Wednesday, January 30, 2008

Worldwide, magazines are holding up


Worldwide, magazines are holding up
Forecast of 3.4 percent growth in ad spending to 2010
By Heidi Dawley
Magazine publishing in the U.S. may have become gloomy for certain categories, but worldwide it's in healthy shape, with emerging markets making up for the slowdowns in mature markets like the U.S.
And the picture for magazines worldwide looks brighter still going forward, even if they're not seeing anywhere the growth in ad revenue as the internet.

Worldwide ad spending on magazines grew 2.7 percent in 2007, and that pace is forecast to pick up to 3.4 percent a year through 2010.

Much of that growth is coming in countries like India and China.
"It is still a relatively positive outlook in the west, but much more so in the emerging markets," says Rolf Rohwer, marketing and research manager at the International Federation of the Periodical Press, which just released a new study.

But even with the growth in the developing markets, magazines are seeing their share of total media dollars shrink, and that's expected to continue, falling from 12.5 percent in 2006 to 11.4 percent by 2010, according to figures provided to IFPP by ZenithOptimedia.

But there's some consolation. Spending on magazines has kept ahead of inflation over recent years, always a welcome sign for any media. Notes Jonathan Barnard, head of publications for ZenithOptimedia: "It is rising in real terms."

Also, as Barnard further notes, magazines are doing better than newspapers worldwide, where ad spending is forecast to rise roughly 2.8 percent a year on average over the next three years.

Barnard thinks this is the case in part because the magazine experience isn't so easily replicated online. "The experience of reading a magazine is different from a newspaper. The relaxed experience people have browsing through the magazine isn't the same while you are in front of your computer console clicking away."

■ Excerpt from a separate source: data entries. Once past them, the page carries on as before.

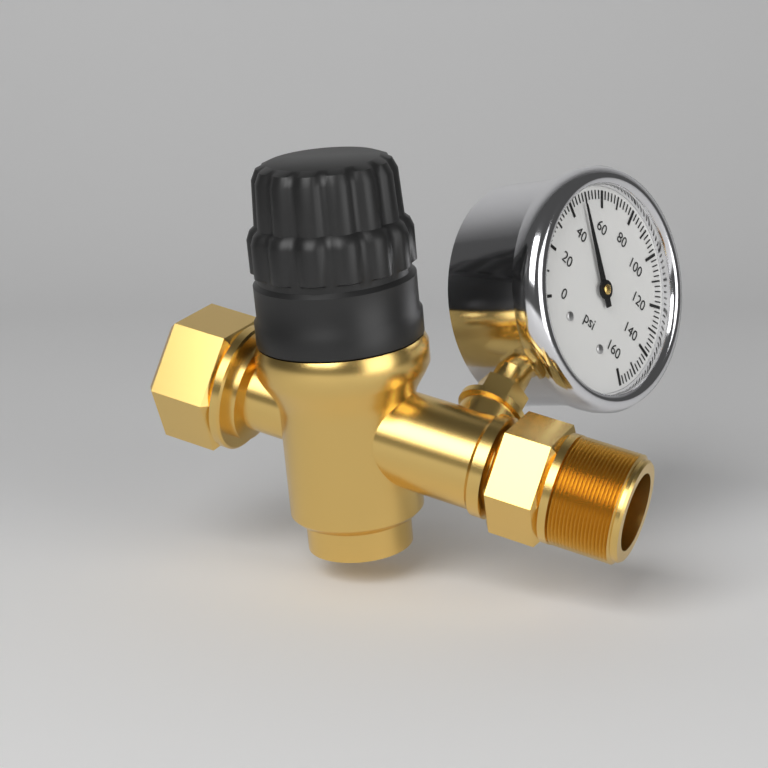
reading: 48 psi
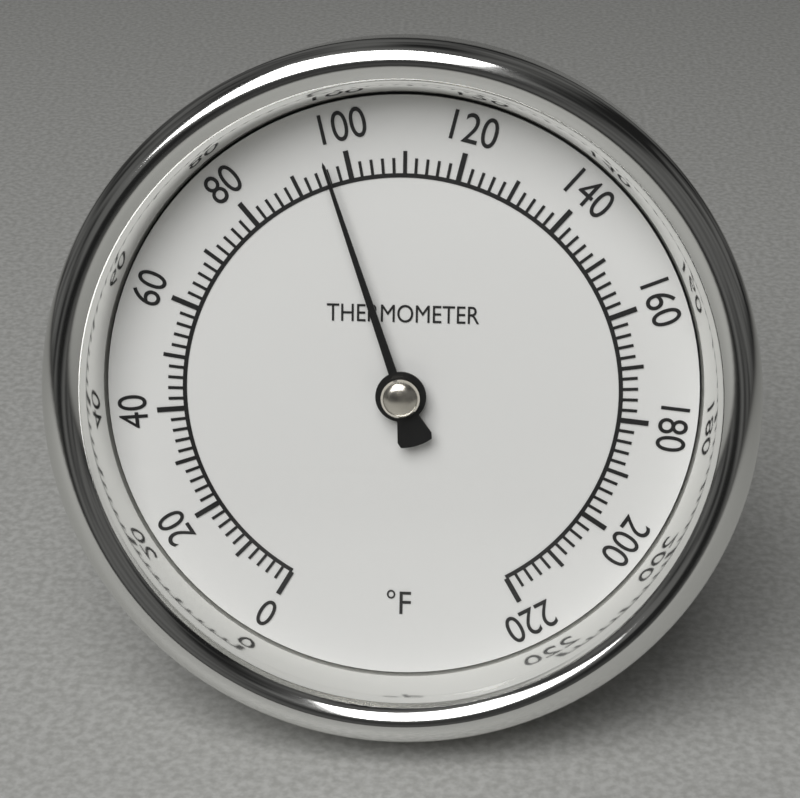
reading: 96 °F
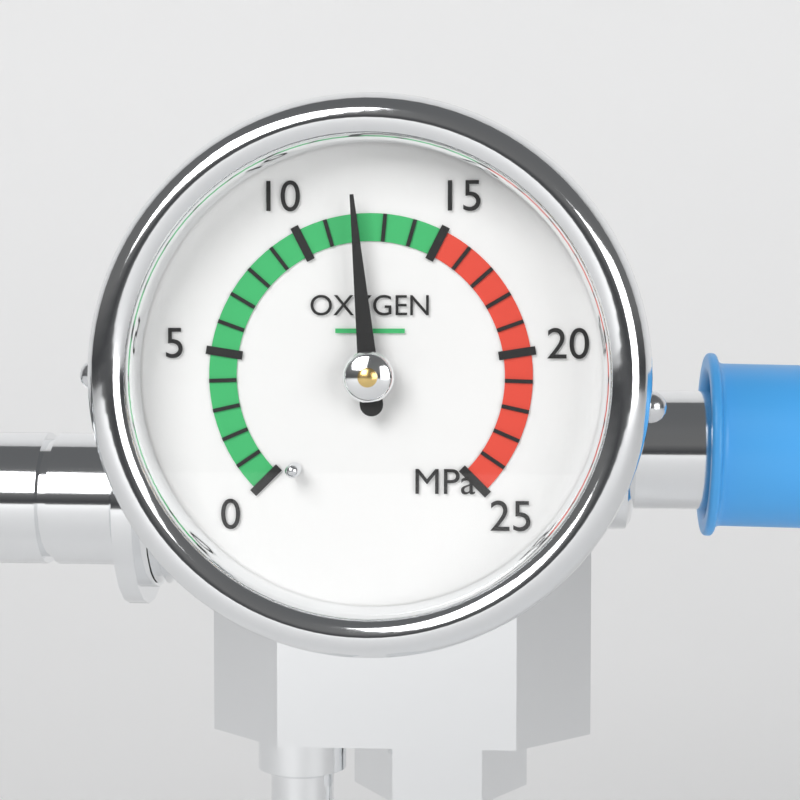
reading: 12 MPa
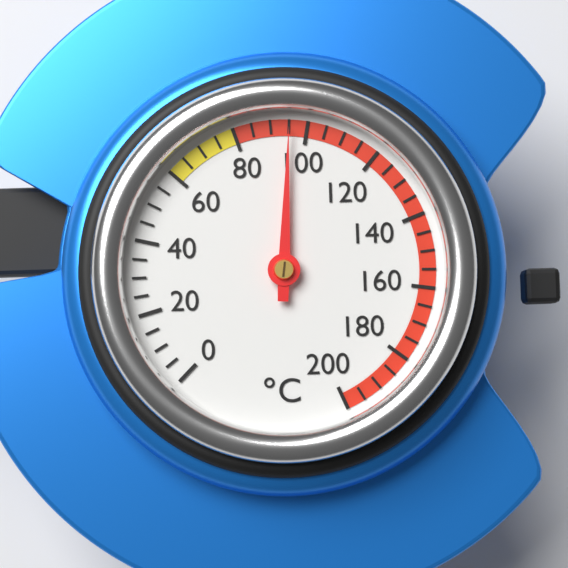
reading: 95 °C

But magazines have also held the attention of the younger generation better than newspapers, he notes.

What's driving the growth of magazines in developing economies is the emergence of a middle class of growing affluence. They can afford magazines as they could not before, and they can afford the products advertised in them. That in turn makes magazines a more attractive medium to brand advertisers, more so than newspapers.

In China, ad spending on magazines more than doubled between 2001 and 2006, from $145 million to $375 million, and it's forecast to reach $515 million this year. Magazines have also grown their share of market, from 2.3 percent in 1995 to 3.3 percent in 2006.
In the U.S., magazines ad spending grew from $21.5 billion in 2001 to $25.2 billion in 2006 and is forecast to hit $28.3 billion in 2008, according to FIPP figures.